EXERCISE PROMPT >>
The records that follow must be repeated exactly, line by line.

Stored data entries
- - -

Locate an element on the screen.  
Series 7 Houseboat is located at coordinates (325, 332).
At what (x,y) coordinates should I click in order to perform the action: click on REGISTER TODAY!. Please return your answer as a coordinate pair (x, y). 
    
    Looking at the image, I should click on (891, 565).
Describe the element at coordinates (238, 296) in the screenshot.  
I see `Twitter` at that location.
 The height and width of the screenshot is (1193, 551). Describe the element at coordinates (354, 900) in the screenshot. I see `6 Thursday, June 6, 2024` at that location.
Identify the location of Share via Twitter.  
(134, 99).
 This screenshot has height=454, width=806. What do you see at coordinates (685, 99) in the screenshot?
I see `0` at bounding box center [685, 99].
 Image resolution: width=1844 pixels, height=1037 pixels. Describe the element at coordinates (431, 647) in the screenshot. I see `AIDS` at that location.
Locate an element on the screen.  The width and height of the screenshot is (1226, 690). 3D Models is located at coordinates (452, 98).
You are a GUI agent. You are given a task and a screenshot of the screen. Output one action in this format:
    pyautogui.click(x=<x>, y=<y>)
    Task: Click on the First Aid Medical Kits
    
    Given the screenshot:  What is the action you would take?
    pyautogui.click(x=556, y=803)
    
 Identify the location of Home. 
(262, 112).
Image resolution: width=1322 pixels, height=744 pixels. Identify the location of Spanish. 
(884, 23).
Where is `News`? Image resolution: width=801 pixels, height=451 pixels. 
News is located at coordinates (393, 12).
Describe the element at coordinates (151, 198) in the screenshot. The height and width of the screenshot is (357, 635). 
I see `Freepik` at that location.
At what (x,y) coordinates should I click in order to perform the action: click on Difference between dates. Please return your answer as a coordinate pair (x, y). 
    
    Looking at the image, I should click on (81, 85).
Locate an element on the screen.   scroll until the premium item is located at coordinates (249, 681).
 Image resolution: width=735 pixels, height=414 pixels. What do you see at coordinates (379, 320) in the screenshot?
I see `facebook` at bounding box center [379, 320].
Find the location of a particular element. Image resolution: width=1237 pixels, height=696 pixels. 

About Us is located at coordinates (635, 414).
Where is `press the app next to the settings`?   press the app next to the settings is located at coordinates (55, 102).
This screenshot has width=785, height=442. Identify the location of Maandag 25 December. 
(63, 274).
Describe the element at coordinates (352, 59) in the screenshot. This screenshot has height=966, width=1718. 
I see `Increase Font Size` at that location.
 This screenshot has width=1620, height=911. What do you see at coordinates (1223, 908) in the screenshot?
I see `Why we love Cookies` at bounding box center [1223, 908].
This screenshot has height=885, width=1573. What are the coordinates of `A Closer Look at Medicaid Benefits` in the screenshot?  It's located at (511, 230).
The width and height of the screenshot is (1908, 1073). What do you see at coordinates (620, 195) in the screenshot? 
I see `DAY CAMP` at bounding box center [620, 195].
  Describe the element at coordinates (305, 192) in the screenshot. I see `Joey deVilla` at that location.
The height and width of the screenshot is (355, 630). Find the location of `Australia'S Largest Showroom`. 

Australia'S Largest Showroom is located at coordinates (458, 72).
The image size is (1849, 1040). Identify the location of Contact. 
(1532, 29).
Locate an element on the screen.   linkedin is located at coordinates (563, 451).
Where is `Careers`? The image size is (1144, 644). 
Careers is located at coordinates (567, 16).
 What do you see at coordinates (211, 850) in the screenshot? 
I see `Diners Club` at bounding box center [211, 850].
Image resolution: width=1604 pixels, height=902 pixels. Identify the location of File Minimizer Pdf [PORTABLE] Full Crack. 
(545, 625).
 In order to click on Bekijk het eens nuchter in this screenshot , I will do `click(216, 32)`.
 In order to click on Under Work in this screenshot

- - -

RESPONSE BELOW >>
Locate an element on the screen.  
Series 7 Houseboat is located at coordinates (325, 332).
At what (x,y) coordinates should I click in order to perform the action: click on REGISTER TODAY!. Please return your answer as a coordinate pair (x, y). 
    
    Looking at the image, I should click on (891, 565).
Describe the element at coordinates (238, 296) in the screenshot.  
I see `Twitter` at that location.
 The height and width of the screenshot is (1193, 551). Describe the element at coordinates (354, 900) in the screenshot. I see `6 Thursday, June 6, 2024` at that location.
Identify the location of Share via Twitter.  
(134, 99).
 This screenshot has height=454, width=806. What do you see at coordinates (685, 99) in the screenshot?
I see `0` at bounding box center [685, 99].
 Image resolution: width=1844 pixels, height=1037 pixels. Describe the element at coordinates (431, 647) in the screenshot. I see `AIDS` at that location.
Locate an element on the screen.  The width and height of the screenshot is (1226, 690). 3D Models is located at coordinates (452, 98).
You are a GUI agent. You are given a task and a screenshot of the screen. Output one action in this format:
    pyautogui.click(x=<x>, y=<y>)
    Task: Click on the First Aid Medical Kits
    
    Given the screenshot:  What is the action you would take?
    pyautogui.click(x=556, y=803)
    
 Identify the location of Home. 
(262, 112).
Image resolution: width=1322 pixels, height=744 pixels. Identify the location of Spanish. 
(884, 23).
Where is `News`? Image resolution: width=801 pixels, height=451 pixels. 
News is located at coordinates (393, 12).
Describe the element at coordinates (151, 198) in the screenshot. The height and width of the screenshot is (357, 635). 
I see `Freepik` at that location.
At what (x,y) coordinates should I click in order to perform the action: click on Difference between dates. Please return your answer as a coordinate pair (x, y). 
    
    Looking at the image, I should click on (81, 85).
Locate an element on the screen.   scroll until the premium item is located at coordinates (249, 681).
 Image resolution: width=735 pixels, height=414 pixels. What do you see at coordinates (379, 320) in the screenshot?
I see `facebook` at bounding box center [379, 320].
Find the location of a particular element. Image resolution: width=1237 pixels, height=696 pixels. 

About Us is located at coordinates (635, 414).
Where is `press the app next to the settings`?   press the app next to the settings is located at coordinates (55, 102).
This screenshot has width=785, height=442. Identify the location of Maandag 25 December. 
(63, 274).
Describe the element at coordinates (352, 59) in the screenshot. This screenshot has height=966, width=1718. 
I see `Increase Font Size` at that location.
 This screenshot has width=1620, height=911. What do you see at coordinates (1223, 908) in the screenshot?
I see `Why we love Cookies` at bounding box center [1223, 908].
This screenshot has height=885, width=1573. What are the coordinates of `A Closer Look at Medicaid Benefits` in the screenshot?  It's located at (511, 230).
The width and height of the screenshot is (1908, 1073). What do you see at coordinates (620, 195) in the screenshot? 
I see `DAY CAMP` at bounding box center [620, 195].
  Describe the element at coordinates (305, 192) in the screenshot. I see `Joey deVilla` at that location.
The height and width of the screenshot is (355, 630). Find the location of `Australia'S Largest Showroom`. 

Australia'S Largest Showroom is located at coordinates (458, 72).
The image size is (1849, 1040). Identify the location of Contact. 
(1532, 29).
Locate an element on the screen.   linkedin is located at coordinates (563, 451).
Where is `Careers`? The image size is (1144, 644). 
Careers is located at coordinates (567, 16).
 What do you see at coordinates (211, 850) in the screenshot? 
I see `Diners Club` at bounding box center [211, 850].
Image resolution: width=1604 pixels, height=902 pixels. Identify the location of File Minimizer Pdf [PORTABLE] Full Crack. 
(545, 625).
 In order to click on Bekijk het eens nuchter in this screenshot , I will do `click(216, 32)`.
 In order to click on Under Work in this screenshot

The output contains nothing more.